Monkey Shines: An Experiment In Fear (1988)

Rating

[2.5]

Reviews and Comments

Monkey Shines is a minor, moderately entertaining horror effort. It follows a familiar formula: a horrible incident is followed by an unconventional and rarely seen treatment method -- and then things go horribly wrong. In this case, a man gets in a car accident and is paralyzed from the neck down. To help him out around the house, he is given a trained monkey, who is smart enough to do a number of household tasks. The only problem is, the monkey was donated by a friend who is using him for paranormal scientific research. If this sounds a little loony, your perceptions are correct. I think it's supposed to be, which makes it all the more admirable when the movie builds up suspense toward the end.

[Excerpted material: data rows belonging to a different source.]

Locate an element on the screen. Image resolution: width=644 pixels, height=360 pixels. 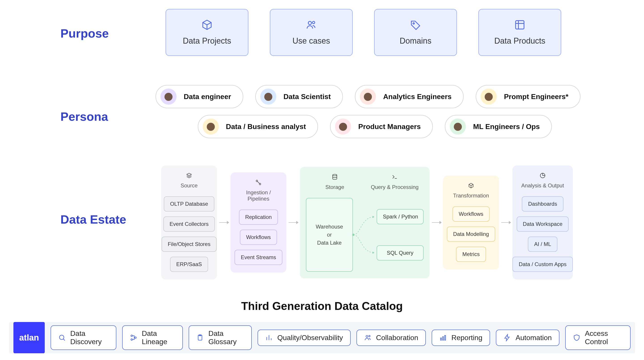
estate-item-warehouse: Warehouse or Data Lake is located at coordinates (330, 235).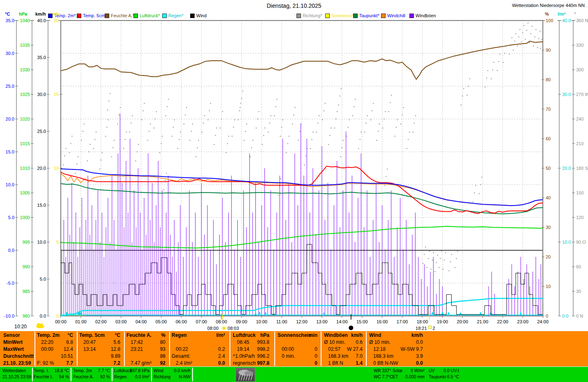 The width and height of the screenshot is (588, 382). Describe the element at coordinates (100, 350) in the screenshot. I see `table-row: 13:1412.8` at that location.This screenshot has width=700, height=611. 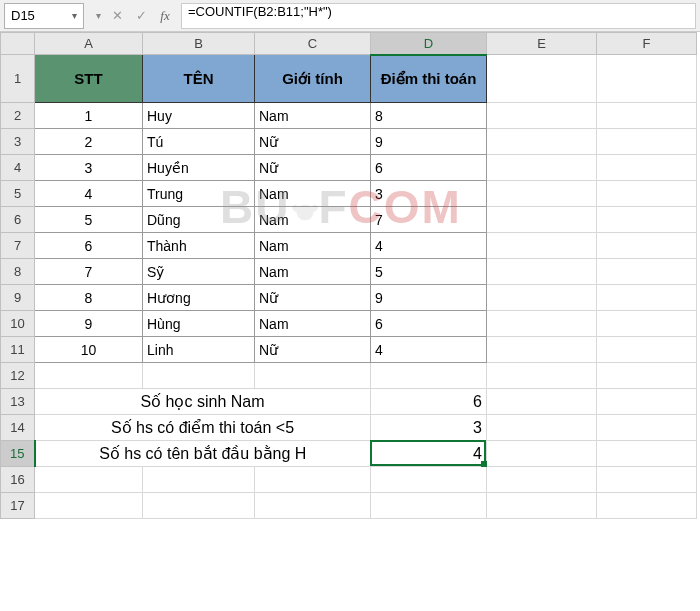 What do you see at coordinates (89, 272) in the screenshot?
I see `cell-stt: 7` at bounding box center [89, 272].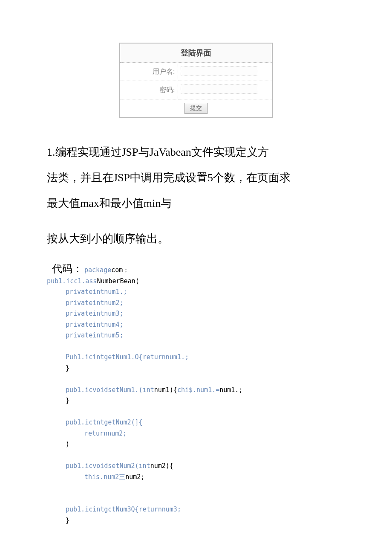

But it's a miss. The movie continually resorts to horror cliches and manipulative tactics to propel the audience along its preconceived emotional roller coaster. The thing is, it doesn't need to. The raw materials for an honest character-driven horror story are all here. The central character is interesting; his road to recovery is compelling in and of itself. His mad scientist friend's conflicting goals would have also made a compelling story element. It doesn't quite gel here, as his thought processes are never quite evident enough, but it could have had the character gotten the attention it deserved. Instead, a disposal girlfriend is thrown in as well as the stereotypically over-protective mother. As far as I can tell, the girlfriend is thrown in purely as a suspense device for the end; the mother is thrown in just because the standard horror formulas require a bystanding "mean" character. And that isn't even the end of it. There's more that Monkey Shines throws in, and they all distract from what's interesting about the movie. The sheer lunacy inherent in the plot therefore becomes all the more conspicuous amidst the conventional cliches; the conflict sinks the film.